Review: Nine Lives: Death and Life in New Orleans


New Orleans is a city full of contradictions, a place out of context with the rest of America. It defies understanding, explanation, and most especially, classification. It’s a quality the residents hold onto, this testament of uniqueness, even as the city has teetered time and again on the brink of destruction.

I’ve lived near New Orleans for most of my life. I’m a frequent visitor there, and, like everyone else who comes, I’ve fallen in love with its decadent grandness, its welcoming, leisurely way of life. All manner of humanity calls New Orleans home, and the city embraces them all. It’s a unique place, out of step with the rest of America, and that is exactly why it is so important to save. This has never been truer than now, as the great lady teeters on her knees, still struggling, three years later, to rise from the devastation of Katrina.

Dan Baum, on assignment from The New Yorker after the storm, quickly learned all of these things. Along with his wife Margaret, he eventually moved to New Orleans in order to write a book, one which, using the timeframe between Betsy in 1965 and Katrina in 2005, captures perfectly what it means to love this city.

Baum chose nine people he got to know after the storm, conducting hundreds of hours of interviews, writing the story of the city through their eyes. They are from vastly different ends of the socio-political spectrum, ranging from the widow of a revered Mardi Gras Indian chief to the long-time coroner of Orleans parish, from a transsexual bar owner to a former king of Rex and pillar of the Uptown community. Their stories are unique, yet a common thread runs through them all – the deep, abiding love of this place, of the home New Orleans offers to each.

The author captures that love without being preachy or overly sentimental. New Orleans is far from a fairy-tale land of mutual respect, understanding, and tolerance. Poverty, desperation, and crime are huge, unending problems, and Baum acknowledges this by telling stories that are candid, real, and fraught with generations of loss and disappointment. They are also, however, stories of hope, of people who have risen, time and again, despite adversity after adversity.
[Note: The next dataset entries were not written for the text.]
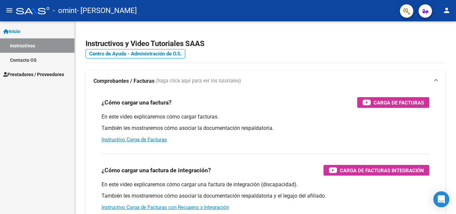 Image resolution: width=456 pixels, height=214 pixels. What do you see at coordinates (135, 54) in the screenshot?
I see `a: Centro de Ayuda - Administración de O.S.` at bounding box center [135, 54].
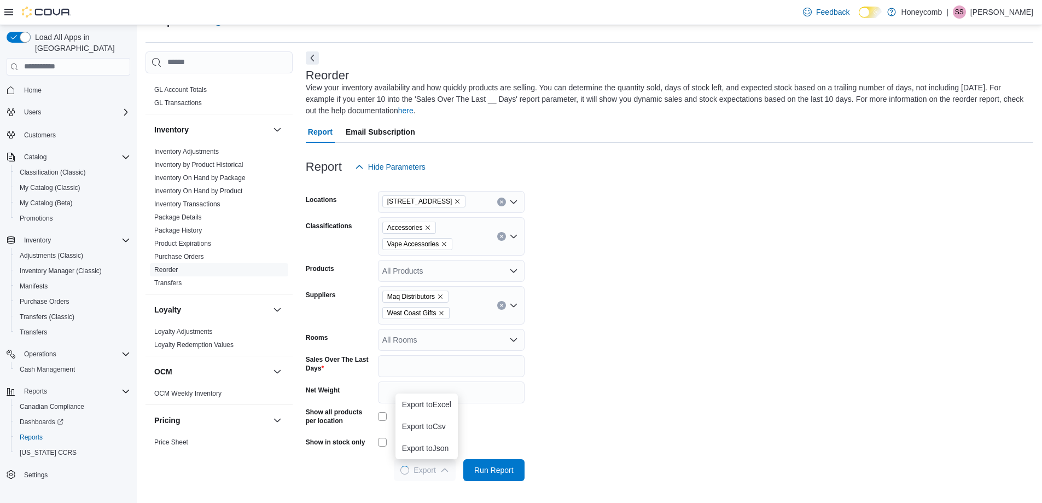 The height and width of the screenshot is (503, 1042). Describe the element at coordinates (181, 90) in the screenshot. I see `span: GL Account Totals` at that location.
Many people in the rest of the United States have questioned why we should rebuild such a place, crippled as it is by poverty and corruption. It takes spending time in New Orleans to learn its value, I suppose, to experience the unique magic that makes this city special. If you can’t visit, however, read this book. Dan Baum has clearly seen and understands. Five Stars.

28 January 2009

Review: Bury My Heart at Wounded Knee

Bury My Heart at Wounded Knee: An Indian History of the American West Bury My Heart at Wounded Knee: An Indian History of the American West by Dee Brown


Rating: 5 of 5 stars

Most people from my generation (X) take for granted that everyone is aware of the atrocities committed against the Native American peoples of the United States in the name of "Manifest Destiny". There was a time, however, not very long ago, when children still played games of cowboys and Indians, pitting the valiant U.S. Cavalry against bloodthirsty savages. This book, published in 1970, went a long way towards correcting 100 years of misinformation and ignorance concerning the plight of the people who lived in this land when the Europeans arrived.
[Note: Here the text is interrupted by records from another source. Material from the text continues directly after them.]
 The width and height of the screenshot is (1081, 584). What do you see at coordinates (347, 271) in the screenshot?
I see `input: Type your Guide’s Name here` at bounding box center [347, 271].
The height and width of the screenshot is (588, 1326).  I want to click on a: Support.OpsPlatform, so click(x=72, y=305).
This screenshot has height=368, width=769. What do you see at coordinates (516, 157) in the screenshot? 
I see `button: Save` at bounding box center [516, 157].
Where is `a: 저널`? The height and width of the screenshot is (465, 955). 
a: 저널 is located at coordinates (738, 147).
Brown was remarkable because he was not a "trained" academic historian (whatever that means), amassing his wealth of information through years of personal research while a librarian at the University of Illinois. This book is hard to read, mainly because it contains story after story of the deliberate, systematic extermination of tribe after tribe. However, it should be required reading for anyone interested in American History. This book is, to put it plainly, the other side of the story.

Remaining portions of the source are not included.